The cascading events that have resulted in the defeat of Iranian proxies in the Near East have not yet elicited the due questioning among political actors. The systematic dismantling of the power nodes that have structured the strategic continuum patiently woven by Iran throughout the last two decades should have impelled political actors to review their operational schemes and their underlying ideological subtexts. Paradoxically enough, they seem to surf on a seamless web of contradictions and fallacies that serve their vested interests, helping them strengthen their psychotic defenses and shield themselves from realities. The purported ontological enmity with Israel caters to their hoaxes and conceals their true motivations: stay in power, transmit power to their heirs, set aside cognitive dissonance, and safeguard their privileges and institutionalized perquisites.

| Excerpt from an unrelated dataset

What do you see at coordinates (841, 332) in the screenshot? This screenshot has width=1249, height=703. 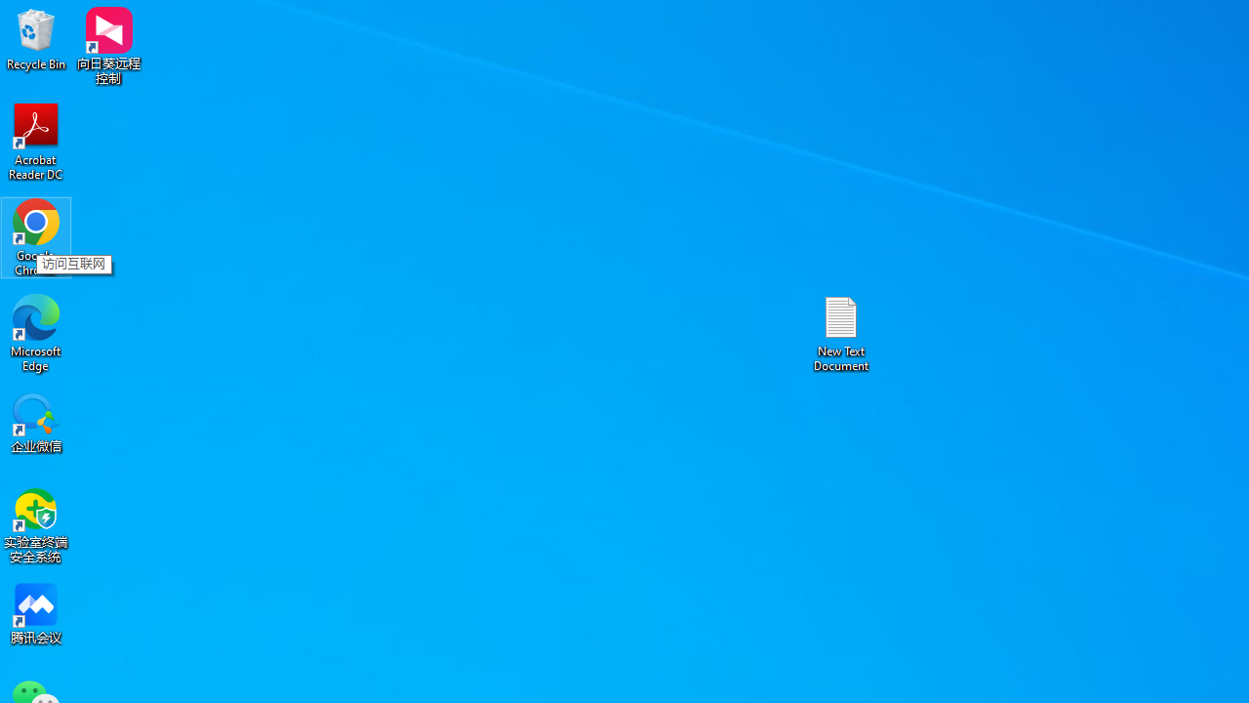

The newly propelled strategic and political dynamics have barely impacted Lebanese politics, and none of the political actors realize that the politics-as-usual template has become redundant and irrelevant. Traditional politicians, warlords and political parvenus are still operating with a sense of unmistakable certainty to dampen their insecurities and extend their political tenures, without the slightest concern for the new issues they are supposed to tackle. The warmongering of Hezbollah, its trail of Shiite millenarianism, institutionalized terrorism and organized criminality has come to an end with the destruction of its operational platforms, the extermination of its leaders at every scale, and the debunking of its ideological and military rhetoric and narratives.
However, the traditional oligarchs and the purported reformers have not yet drawn the proper conclusions and dared to challenge Hezbollah’s politics of domination and brazen audacity. The late presidential election and the newly formed cabinet are still operating within the bounds of the oligarchic system and instrumentalizing the anti-Israeli rhetoric to keep the system afloat and make sure to remain in power. The state of denial in the face of the transformative dynamics and their revolutionary effects is quite puzzling and questions the rationale behind it. The Shiite fascist group is impervious to critical self-examination, dismissive of its defeat, and still adamant about its domination and unrealistic power projections.
The incoming executive, while accommodating the Shiite political whims and exculpating their destructive power strategies, recapitulates the indolent cliches of political antisemitism, fails to implement the international security resolutions, continues the immature game of externalizing blame, and refuses to engage the true question of pacification in a country that had to cope with six decades of open-ended conflicts triggered by ideological fallacies and undeconstructed enmity and its strategic doubles.
The idle discussions about the Israeli threats are fraudulent since they reject the conflict resolution blueprints based on negotiations and the conclusion of a peace treaty that circumvents the institutional fallacies and their ideological framing. The blind indoctrination and its political criminality double within the Shiite community, rather than being critically parsed and politically deconstructed, resonate with the members of the motley cabinet, which rehearses the trite ideological tropes while disengaging the real diplomacy inspired and impelled by the strategic transformation driven by the Israeli counteroffensive.
The incoming executive has a hard time adjusting to the emerging realities of the post-Iranian era for both ideological and psychological reasons. Breaking away from the weighty legacy of the Islamic Cold Wars, Islamist radicalism and the residual “Palestinian” ideology of erstwhile leftism (Nawaf Salam, Ghassan Salameh, Tarek Mitri) and the fears and inhibitions of an inexperienced president is no easy task, and the laborious gestation of the ministerial declaration testifies to these obstacles. The casuistry around the strategic and defense issues is at best hedging tactics mandated by ideological views and binding strategic interests.
The commissioned team to draft the statement (namely Ghassan Salameh and Tarek Mitri) reveals its partisan nature, the sturdy shackles of Shiite revanchism, and the flawed political representation of the current cabinet. As long as these imbalances persist, the ability to redress them is difficult, if not impossible. The cabinet is still hostage to the ideological views of its core component and the power calculations of the Shiite vetoing power and sabotaging stratagems. The only way out of these dilemmas is to adhere to the internationally mandated agenda and depart from the conventional narrative of the Israeli-Palestinian conflict.
The signing of a peace treaty with Israel is the only path to stability and reconstruction if we are to end this era of open-ended conflicts that have been plaguing our country for six decades. I am highly skeptical about the willingness and ability of the current executive to operate major inflections and rewrite the narrative of a destructive conflict and its institutionalized impasses.